Born
Dave Alexander Elam in Shreveport, Louisiana, Dave
Alexander grew up in Marshall, Texas. Self-taught
pianist, he began to play piano after hearing Albert
Ammons and made his first professional appearance
in 1954. But it was not before he was discharged from
the navy in 1958 that he moved to Oakland, California
where he began a long history of working with various
Bay Area musicians and traveling acts.
Dave started writing his own material in 1968. His first
recordings were released in 1969 on the sought after
“Oakland Blues” album on World Pacific featuring support
from Albert Collins on guitar and George
Harmonica Smith on harp.

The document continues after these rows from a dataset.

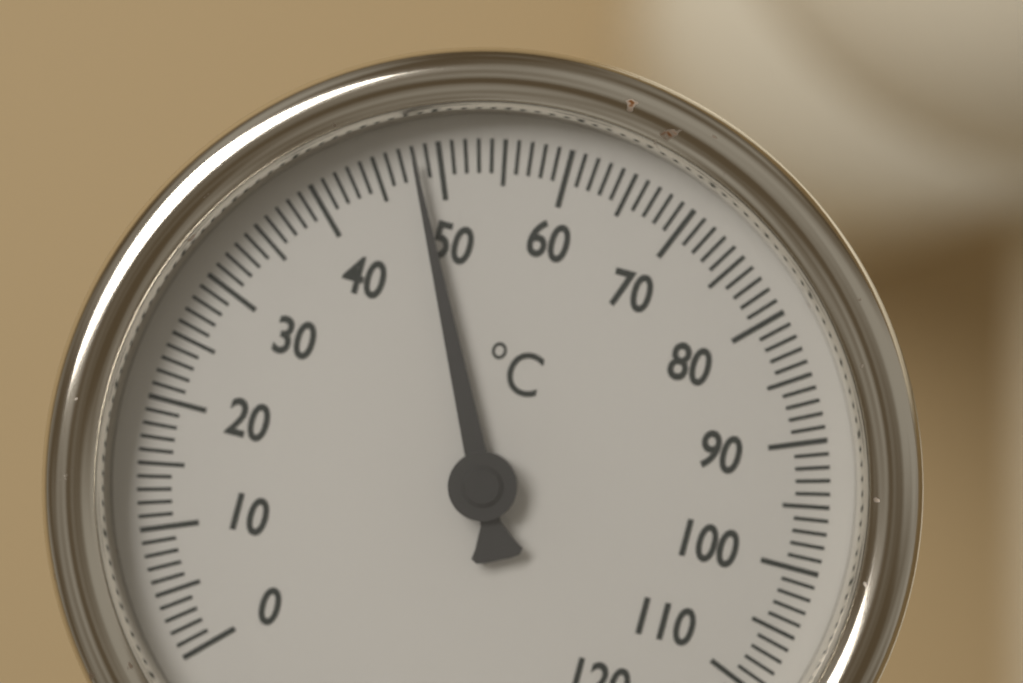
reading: 48 °C
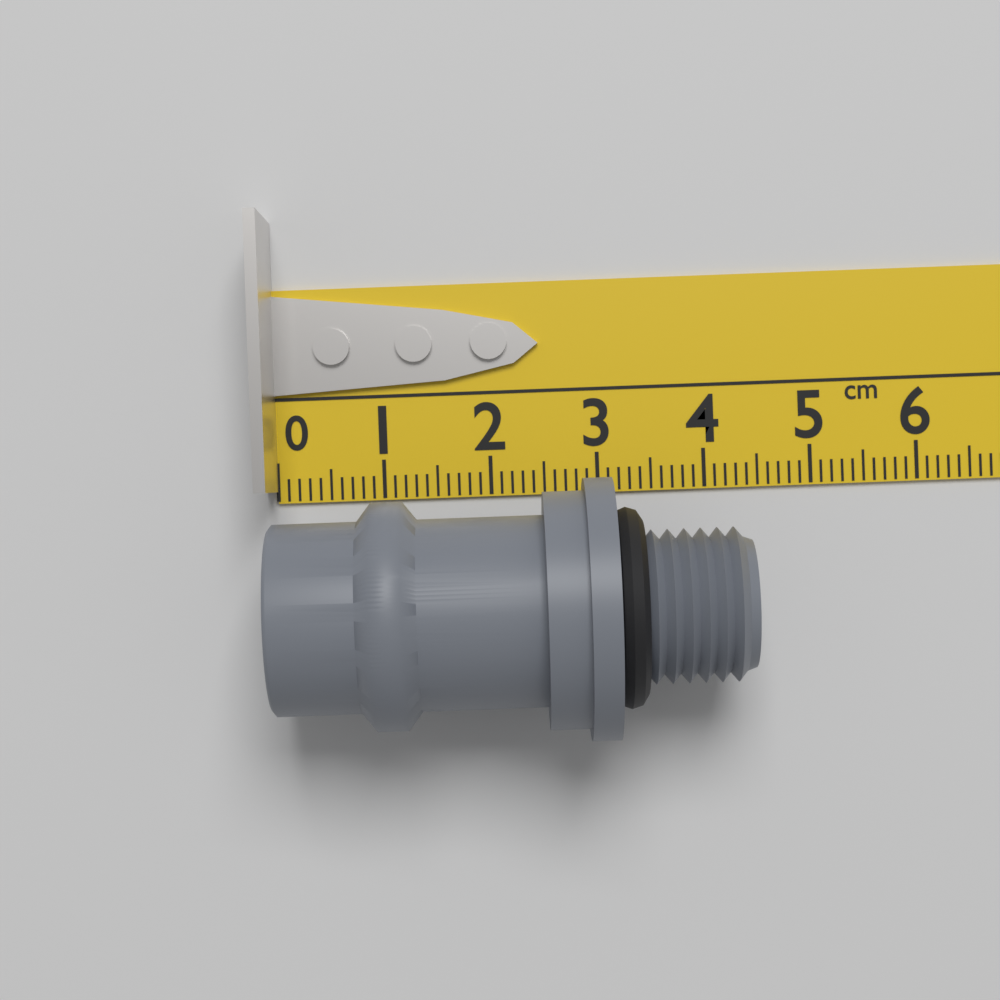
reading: 4.3 cm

Two highly regarded
albums for Arhoolie Records followed. In 1976 he
changed his name to Omar Hakim Khayyam and is now known
as Omar Sharriff.
A versatile pianist and singer who mixes elements of
jazz with his strong blues and boogie-woogie playing,
his live show is a capsule of blues piano.
Along his career Omar Sharriff played with LC
Robinson, Big Mama Thornton, Muddy Waters, Jimmy
Witherspoon, Buddy Guy, Jimmy McCracklin, Lafayette
Thomas… Among his appearances in the States and
Europe, he performed at the Ann Arbor Blues and Jazz
Festival in 1970, and has played at the San
Francisco Blues Festival, many times since 1973.
He was also the warm up act at the Last Waltz at
Winterland, Thanksgiving, 1974.
Nominated for a W C. Handy Award in 1993, Omar
Sharriff kept on recording through the 90’s and 2000’s.
In 2010, John Tennison, a San-Antonio-based
Boogie Woogie musicologist, proved that Marshall, the
city where Omar grew up, was the home of Boogie Woogie.
Omar was asked by the city to become its musical
ambassador. Omar has now returned to Marshall, the
city he left more than 50 years ago: "It's like I've
been given a time machine, and I've been able to erase
all that stuff I didn't want when I left so long ago -
all that hatred, all that racism, all that bad. And I
can still come back, keeping all the good things”.